Electrical – Recovering Dead Soldering Tip That’s Not Tinned

soldering

Situation Breakdown

I've seen multiple posts regarding this certain topic, but, using all of those posts confirmed answer, the results never showed to be significant, long lasting, or even remotely yielding results in the first place.

I have a medium duty Wellers soldering iron, and I use the iron primarily for chip boards. Now before you tell me that I should learn how to solder before doing chip boards, I'd rather learn something like electronics production while learning how to solder. With that all set aside, below is the entire soldering kit. Yes I do use aluminum, but aluminum works just fine when it comes to small scale chips.


Soldering Kit

Full Soldering Kit


As you can see, the tip that I use for soldering things such as capacitators, switches, and resistors, on a really small scale. The soldering I use here (if it's important, that is) is a "Fine Eletrical Rosin Core Solder".


Now, the real culprit is the soldering tips. The only reason I'm confused on how to fix them is because I want to say that the black stuff you can see on the cone tip, is carbon build up. I also heard that the metal used on soldering irons tips are prone to oxidation. Now what was confusing is that I've only had this iron for a week. While my dad has NEVER tinned his soldering iron, and after almost a decade it still works as if it were brand new.

At first I thought I should simply just take a sanding block and just sand off the odd deformation my iron has created, but that didn't work. So now I tried tinning the iron, but the soldering flux wouldn't stick. So I melted a pool of soldering flux, thinking that would make it stick, and submerged my soldering tip into the molten flux pool, but to no avail. Finally I tried wiping it off several times, reapplying flux to it, and it still ended up like it is now. What's worse, is now when I apply the soldering core to the tip of the iron, it doesn't even melt it.


Soldering Tips In Question

Who dun it??

I can return it, but it holds sentimental value to me, particularly because it was the first thing I used to solder with, which in my opinion, is worth holding onto, so I'd rather try and save the cores, and learn something from this, than return it and learn absolutely nothing from it.

Best Answer

Soldering iron tips at their core are copper, but are plated in nickel and tinned.

If you sand/scrape the tip then you remove this plating and the internal copper becomes exposed and oxidises over time. Since the plating is already removed, you could keep constantly sanding back the oxidised layer, but you will be forever doing so and, like constantly sharpening a pencil, will eventually be left with nothing.
I recommend that you get a new tip for now and keep up good maintenance on it. The top answer in this question here has some really good maintenance tips.

If you are attached to your old soldering iron tip and have some spare time/feel like experimenting, you could always try to sand your old tip back to the copper layer and electroplate it yourself. I've found a video on youtube that shows how to do it yourself, normally I would say there's no point to taking so much time/cost/effort to plate it yourself but if you want to preserve it as a keepsake you could always try it.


■ **Description of the task**
Leaving out all pictures, write out word for word the lines from the one containing "Describe the element" to the end of the data below.

Saved entries
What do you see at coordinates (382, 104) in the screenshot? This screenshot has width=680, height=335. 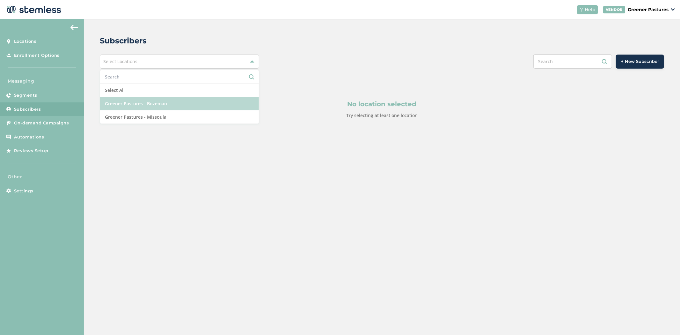 I see `p: No location selected` at bounding box center [382, 104].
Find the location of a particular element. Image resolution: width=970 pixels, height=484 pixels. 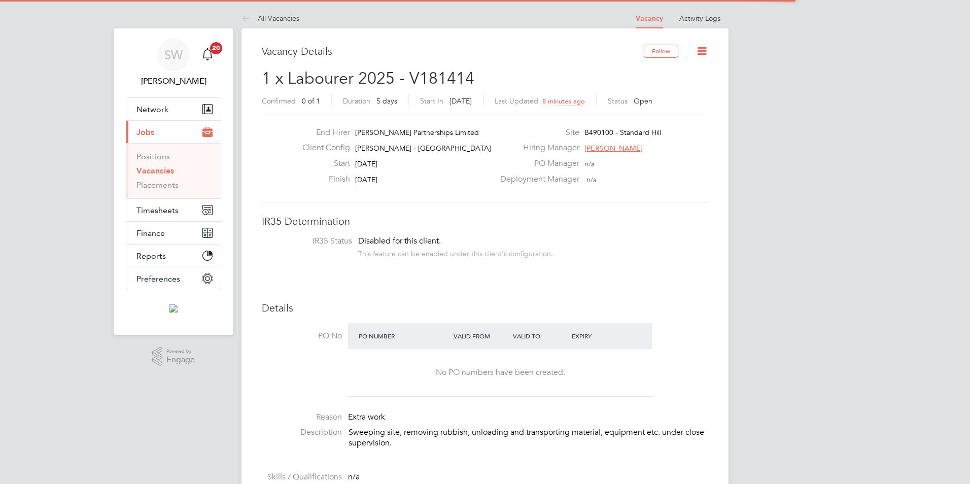

button: Jobs is located at coordinates (174, 132).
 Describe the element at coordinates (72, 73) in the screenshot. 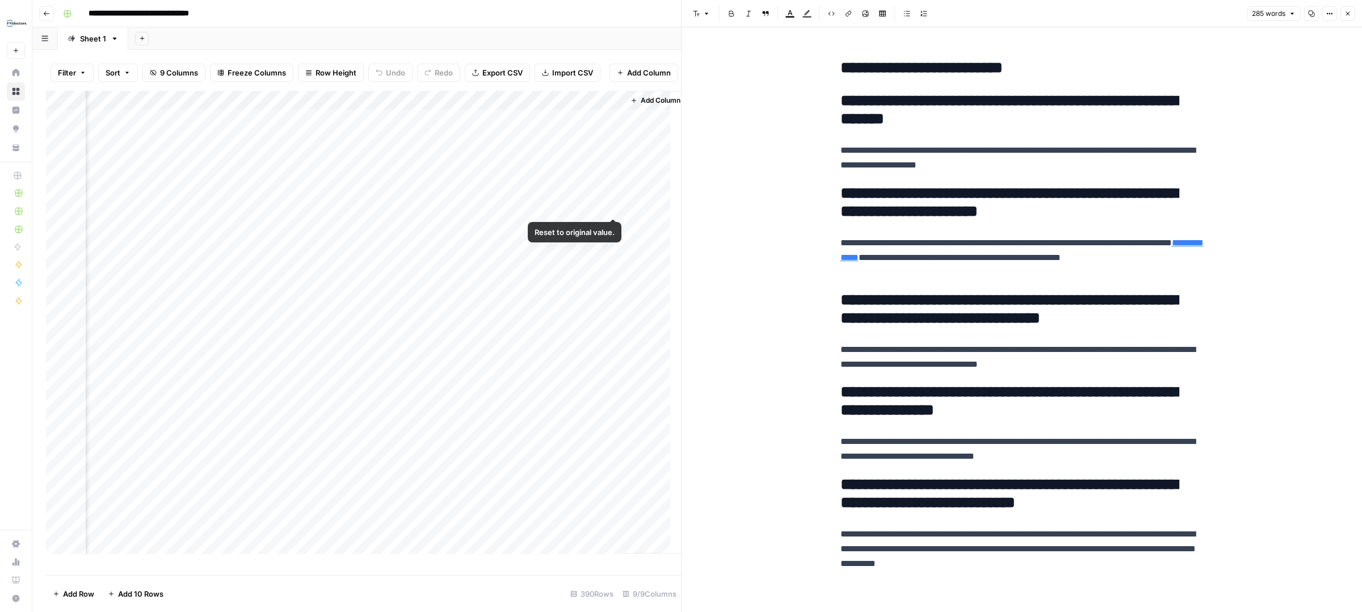

I see `button: Filter` at that location.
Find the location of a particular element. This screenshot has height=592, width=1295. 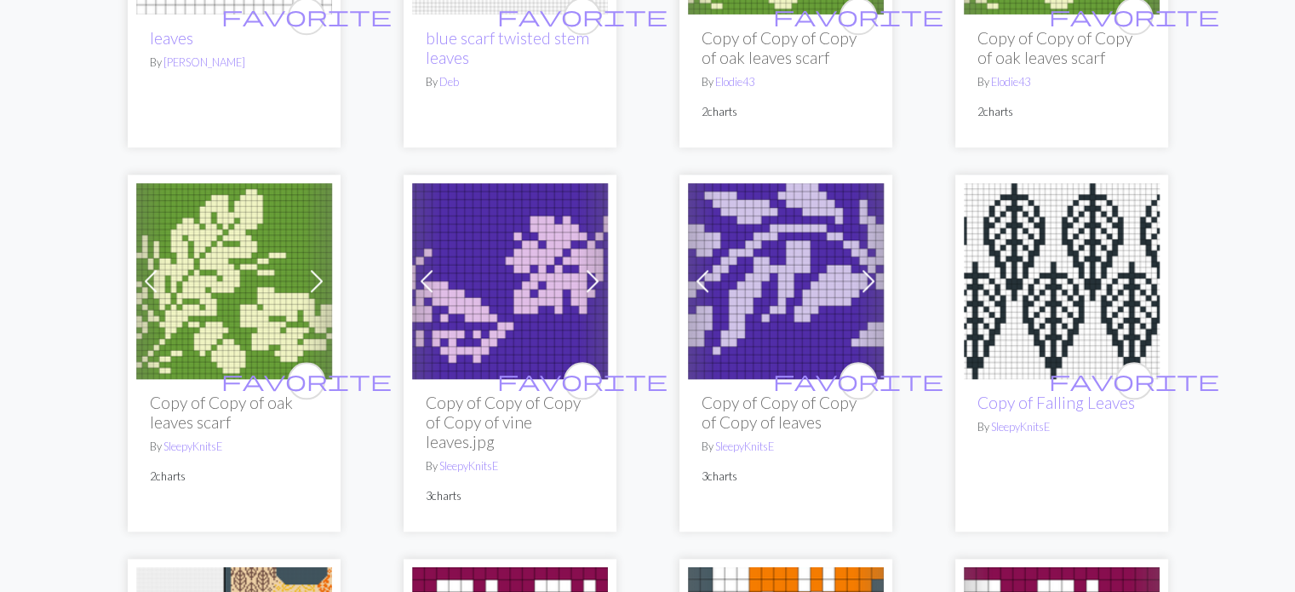

h2: Copy of Copy of Copy of Copy of vine leaves.jpg is located at coordinates (510, 421).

■ **Completed exercise**
 Describe the element at coordinates (72, 73) in the screenshot. 

I see `button: Filter` at that location.
Find the location of a particular element. This screenshot has height=592, width=1295. 

h2: Copy of Copy of Copy of Copy of vine leaves.jpg is located at coordinates (510, 421).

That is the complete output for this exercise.